MM: This is your first novel. What made you want to test-drive a new forum?
PS: In a lot of ways, I’ve always been a novelist. But shortly after college a friend approached me to co-write a screenplay with him. So began a few decades of work as a screenwriter, and it wasn’t until a couple of years ago that I really had to reconcile the fact that I hadn’t yet written a published novel. I felt in a lot of ways that I’d strayed from my original path, and so in a fit of nostalgia, passion and idealism, I banged out The Far Shore. It felt great. Like coming home to a long-dormant creative muscle in the heart.
MM: What is the main difference between book writing and screenwriting?
PS: Filmmaking, and thus screenwriting, is by its nature a collaborative endeavor. Executives have an ungodly amount of notes, not to mention producers, actors and directors — everyone’s backseat-driving you. Writing the novel was a more autonomous act: you are indeed in a box and battle through your days with only your own inner voice as compass, which can be unsettling for some, but for me is profoundly liberating. If you want to write because there’s a burning need to express an idea in a pure, unadulterated form, write a book. You won’t get paid as much as you would writing for Hollywood, but you’ll have the fulfillment of creating a work that is largely of you, for you and might contribute something to the world.
MM: Would you classify The Far Shore as a thriller?
PS: The Far Shore is hard to classify in terms of genre. On one level it’s a mystery: what happened to Lily’s grandfather? Can she locate his old bones, and for it be rewarded the $16 million she’s due as his sole heir? But what it really becomes is a spiritual exploration of both Lily, who’s cast into places wholly unfamiliar and occasionally harrowing to her, and her grandfather, who, having witnessed the hells of war, set out to find if there was spiritual liberation from the pains of life. It runs from the battlefields of World War II to the Buddhist monasteries of Myanmar.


Try it: Where a line of the listing below includes the word "span", reproduce that line.

BEGIN Data for review

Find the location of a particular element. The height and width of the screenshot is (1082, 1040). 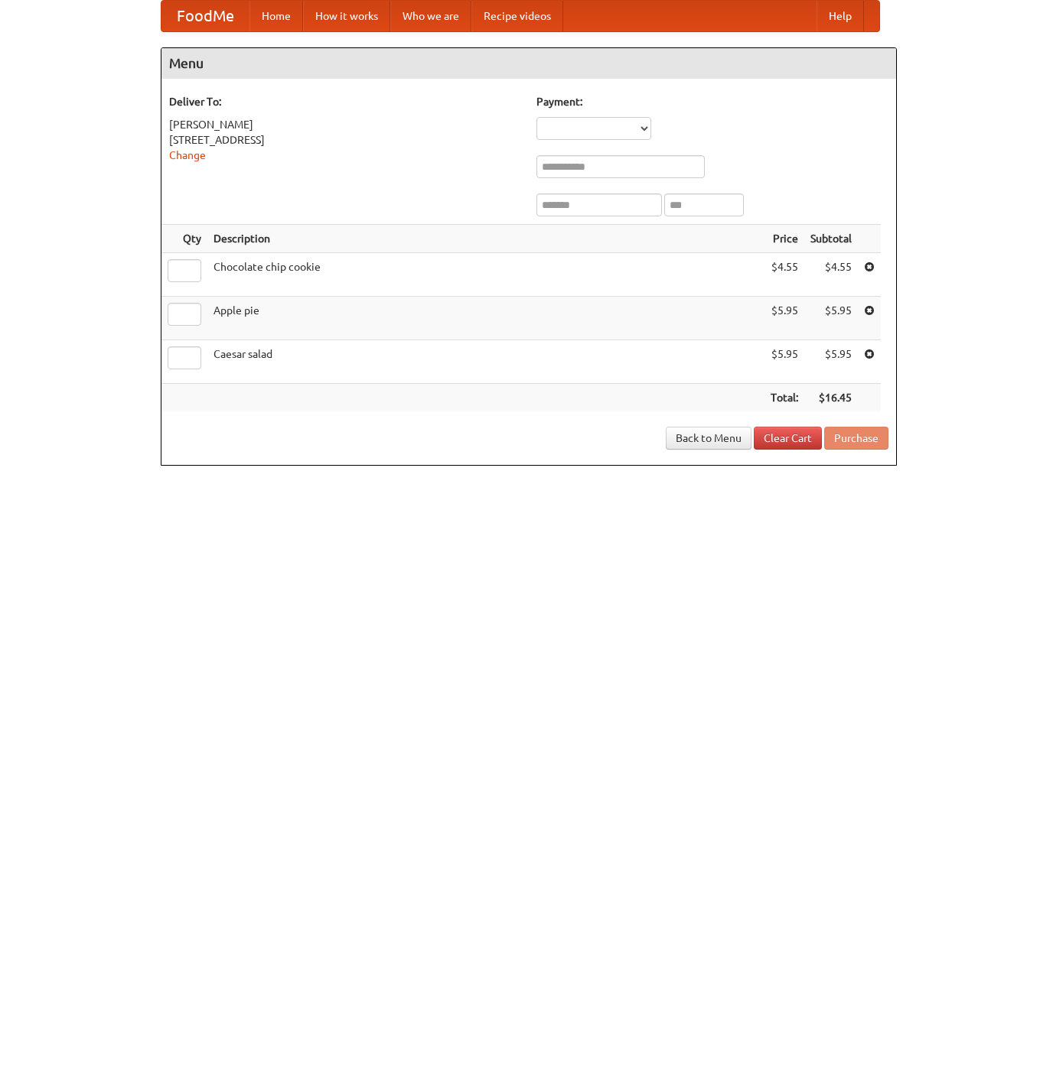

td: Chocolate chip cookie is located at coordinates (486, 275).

END Data for review
BEGIN Data for review

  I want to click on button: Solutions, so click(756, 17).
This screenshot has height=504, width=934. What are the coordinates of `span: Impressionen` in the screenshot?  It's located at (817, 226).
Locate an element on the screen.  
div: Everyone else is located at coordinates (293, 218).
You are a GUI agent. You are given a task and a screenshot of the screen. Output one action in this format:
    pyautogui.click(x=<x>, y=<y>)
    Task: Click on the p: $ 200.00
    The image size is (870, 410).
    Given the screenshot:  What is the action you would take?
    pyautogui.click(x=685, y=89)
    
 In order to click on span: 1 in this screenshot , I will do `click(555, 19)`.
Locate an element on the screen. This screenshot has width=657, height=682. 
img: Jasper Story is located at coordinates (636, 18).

END Data for review

Expected answer:
This screenshot has height=504, width=934. What are the coordinates of `span: Impressionen` in the screenshot?  It's located at (817, 226).
 In order to click on span: 1 in this screenshot , I will do `click(555, 19)`.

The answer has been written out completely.